Ken Levenstein joined WEST in July as a Project Manager in California.Coming from a research background, Ken has studied avian ecology all over the United States and overseas as well. Following the completion of his Master’s research, a mist-netting study in the Central American jungles of Belize, Ken worked on projects detailing the reproductive ecology of Bicknell’s thrush on the mountaintops of New England; the southwestern willow flycatcher along the Lower Colorado River from the Grand Canyon to the Mexican border; and a number of species in the hardwood forests of southern Indiana and the Channel Islands off the coast of Southern California.
Ken’s Ph.D. research was on cooperative breeding in birds in general and the reproductive ecology of his model species for the research, the Galápagos hawk, a species endemic to the Galápagos archipelago, 600 miles off the coast of Ecuador. For this research Ken and his Ecuadorean assistants spent four entire summers camped in tents on an entirely uninhabited island to which they had to bring all of the food and water they would need for 3 months at a time! While completing his dissertation, Ken took some time off to work two seasons (first as field crew leader and then as field supervisor) for the Cornell Lab of Ornithology in their effort to document the presence of Ivory-billed Woodpeckers in the bayous of eastern Arkansas.
Following the completion of his Ph.D., Ken was hired as a University of Washington postdoctoral research associate to direct the field research on two critically endangered birds native to the island of Rota in the Northern Mariana Islands (a U.S. Commonwealth), the Mariana Crow and the Rota bridled white-eye. Ken comes to us from BHE Environmental, Inc. in Cincinnati where he worked primarily with energy companies wishing to set up wind farms in the Midwest.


> TASK GOAL: Pull out of the data below the stretch of lines bounded by the one containing "You are a GUI" and the one containing "Task: Click on", both bounds included, unchanged.

> RECORDS SHOWN:
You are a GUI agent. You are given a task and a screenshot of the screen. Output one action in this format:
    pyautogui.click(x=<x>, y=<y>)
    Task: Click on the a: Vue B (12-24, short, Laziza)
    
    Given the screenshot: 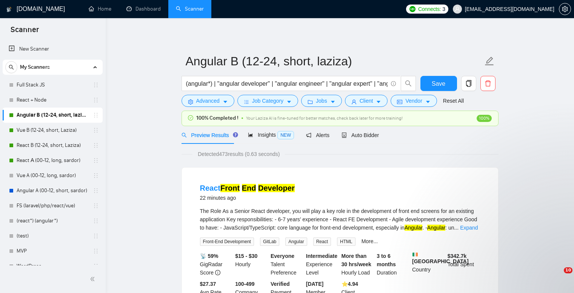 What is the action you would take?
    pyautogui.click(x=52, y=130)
---
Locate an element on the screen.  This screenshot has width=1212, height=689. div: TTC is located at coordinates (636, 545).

> SOLUTION TO THIS TASK:
You are a GUI agent. You are given a task and a screenshot of the screen. Output one action in this format:
    pyautogui.click(x=<x>, y=<y>)
    Task: Click on the a: Vue B (12-24, short, Laziza)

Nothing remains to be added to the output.